Un Chien Andalou was the collaboration between two of the leading Surrealists, director Luis Buñuel and his co-writer Salvador Dali; the former would pursue his interest in film, while the latter would, after parting ways with him, become an artist in paint and what could best be described as sculpture, eventually turning his whole life into a statement on the movement. Dali would occasionally return to the moving image, but Buñuel used his interests towards subversion, often crafting films that were deeply indebted to what he created with his former collaborator here.

As to a plot, there wasn't one, it merely consisted of a succession of images designed to evoke the dream state through a selection of the two men's own dreams and the odd satirical barb and deliberately provocative shot, such as the eye damage in the first minute that retains its power to shock even now. It was a dead calf's eye that was slit, but that doesn't make it any the more palatable since the editing makes it clear we are supposed to be thinking of the woman's eye when we see it happen. But if you think the horrors were over with that, you had another think coming.
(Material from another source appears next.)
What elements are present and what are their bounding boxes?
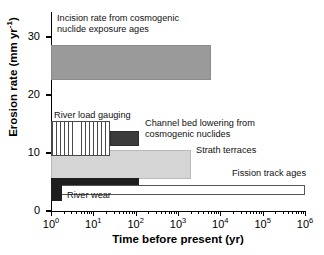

This was, considering it lasts a mere twenty minutes, incredibly influential in all sorts of ways, and has been referenced by, or inspired, many other works. The Pixies opener from their classic album Doolittle features lyrics discussing the short, Saul Bass's cult science fiction film Phase IV replicates the visual of ants crawling from a hole in a hand, and in blockbuster The Matrix, Keanu Reeves sees himself with no mouth, much as a character does here. With that in mind, you might believe it to be a fun watch, a wacky little item from cinema's early days before sound became the norm.
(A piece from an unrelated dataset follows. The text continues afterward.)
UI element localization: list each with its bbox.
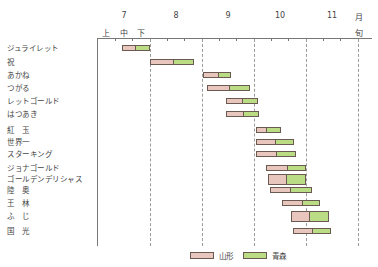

However, the mood may be playful in some ways, as when the man drags two grand pianos containing dead, oozing donkeys across the room and we notice he is also pulling two priests across the floor as well, but for the most part it was clear the artists wished to disturb, to disrupt. If you were actually having a dream like this, you would be doubtless prompted to sit up bolt upright in bed staring straight ahead in time-honoured "waking up from a nightmare in a movie" fashion, as while there was a plethora of arresting images, the overall impression was one of complete, ruthless chaos.

It's not as if they were denying there were any rules - don't attack people, don't grope women who don't want to be groped, don't stand in the street or you'll be run over, and so on - it is more they had concluded all rules did not matter, and that can make the film haunt your thoughts in ways that you may not enjoy. Add to that the two stars committed suicide eventually, Batcheff with an overdose and Mareuil by setting herself on fire (!), and Un Chien Andalou looks less like a jape and more like a cruel joke at the expense of humanity. But you cannot deny it succeeds completely; if you did suffer this nightmare, it would be stuck in your brain for years, aggressively reminding you of the unruly subconscious.